Rich P Dylan, Thiberge Stephan Y, Daw Nathaniel D, Tank David W
Princeton Neuroscience Institute, Princeton University, Princeton, NJ, USA.
Bezos Center for Neural Circuit Dynamics, Princeton University, Princeton, NJ, USA.
bioRxiv. 2025 May 21:2025.05.20.655046. doi: 10.1101/2025.05.20.655046.
Flexible behavior requires both the learning of new associations, and the suppression of previous ones, but how neural circuits achieve this balance remains unclear. Here we show that continuous changes in hippocampal representations, known as drift, may facilitate this process.

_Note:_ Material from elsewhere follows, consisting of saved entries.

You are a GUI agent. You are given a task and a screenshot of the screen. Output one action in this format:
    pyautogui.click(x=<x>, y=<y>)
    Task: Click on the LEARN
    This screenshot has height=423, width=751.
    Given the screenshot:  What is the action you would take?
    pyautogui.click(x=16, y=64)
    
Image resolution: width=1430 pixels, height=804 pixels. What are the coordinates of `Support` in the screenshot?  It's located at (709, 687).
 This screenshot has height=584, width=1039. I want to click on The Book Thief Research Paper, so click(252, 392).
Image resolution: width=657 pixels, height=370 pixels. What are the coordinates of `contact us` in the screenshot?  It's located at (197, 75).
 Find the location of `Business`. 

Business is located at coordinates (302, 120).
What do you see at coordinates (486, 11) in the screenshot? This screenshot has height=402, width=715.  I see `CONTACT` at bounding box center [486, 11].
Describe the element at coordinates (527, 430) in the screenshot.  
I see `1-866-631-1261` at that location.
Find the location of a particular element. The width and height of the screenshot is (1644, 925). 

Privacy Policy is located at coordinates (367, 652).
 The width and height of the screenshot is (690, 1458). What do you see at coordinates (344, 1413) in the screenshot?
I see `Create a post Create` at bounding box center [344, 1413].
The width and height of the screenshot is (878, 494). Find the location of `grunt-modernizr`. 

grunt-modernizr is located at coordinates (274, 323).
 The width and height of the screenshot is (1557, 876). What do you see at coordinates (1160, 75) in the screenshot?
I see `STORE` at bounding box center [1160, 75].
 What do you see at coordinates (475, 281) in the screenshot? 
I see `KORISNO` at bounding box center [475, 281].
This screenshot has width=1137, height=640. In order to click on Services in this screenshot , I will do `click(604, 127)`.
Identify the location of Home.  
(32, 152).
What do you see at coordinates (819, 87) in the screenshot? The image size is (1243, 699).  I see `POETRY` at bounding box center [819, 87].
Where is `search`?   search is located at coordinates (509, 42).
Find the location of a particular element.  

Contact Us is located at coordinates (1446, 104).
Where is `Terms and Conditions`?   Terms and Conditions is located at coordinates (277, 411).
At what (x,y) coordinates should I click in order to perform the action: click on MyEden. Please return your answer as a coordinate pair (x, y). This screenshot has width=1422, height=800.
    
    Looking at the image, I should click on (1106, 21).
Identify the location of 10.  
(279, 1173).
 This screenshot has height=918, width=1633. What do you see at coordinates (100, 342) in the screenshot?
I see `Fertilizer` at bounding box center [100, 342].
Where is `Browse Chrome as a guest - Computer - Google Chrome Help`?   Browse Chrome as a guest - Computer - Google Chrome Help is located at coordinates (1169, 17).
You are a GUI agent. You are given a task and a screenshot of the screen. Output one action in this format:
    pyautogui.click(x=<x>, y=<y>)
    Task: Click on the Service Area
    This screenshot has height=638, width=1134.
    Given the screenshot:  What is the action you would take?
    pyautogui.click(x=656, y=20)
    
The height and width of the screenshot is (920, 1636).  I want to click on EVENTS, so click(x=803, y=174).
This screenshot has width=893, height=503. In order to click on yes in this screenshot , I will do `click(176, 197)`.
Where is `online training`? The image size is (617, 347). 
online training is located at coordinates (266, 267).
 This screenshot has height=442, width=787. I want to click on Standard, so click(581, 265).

We used voluntary head-fixation and calcium imaging to record from CA1 in rats during an odor-guided navigation task that required frequent re-learning. We found systematic representational changes over the course of the multi-hour sessions that were increased following errors. A simple neural network model revealed that such error-driven drift can enable flexible re-learning by allowing new associations to form from new neural patterns. A consequence of this is that previous associations are maintained in latent synaptic weights. These findings reconcile the apparent tension between representational drift and stable memory storage, demonstrating how dynamic neural codes could support both flexible behavior and lasting memories.
灵活的行为既需要学习新的关联,也需要抑制先前的关联,但神经回路如何实现这种平衡仍不清楚。在这里,我们表明海马体表征的持续变化,即所谓的漂移,可能有助于这一过程。我们使用自愿头部固定和钙成像技术,在一项需要频繁重新学习的气味引导导航任务中记录大鼠CA1区的活动。我们发现在数小时的实验过程中,表征存在系统性变化,且在出现错误后这种变化会增加。一个简单的神经网络模型表明,这种错误驱动的漂移可以通过允许从新的神经模式中形成新的关联来实现灵活的重新学习。这样做的一个结果是,先前的关联会保留在潜在的突触权重中。这些发现调和了表征漂移与稳定记忆存储之间明显的矛盾,证明了动态神经编码如何能够支持灵活行为和持久记忆。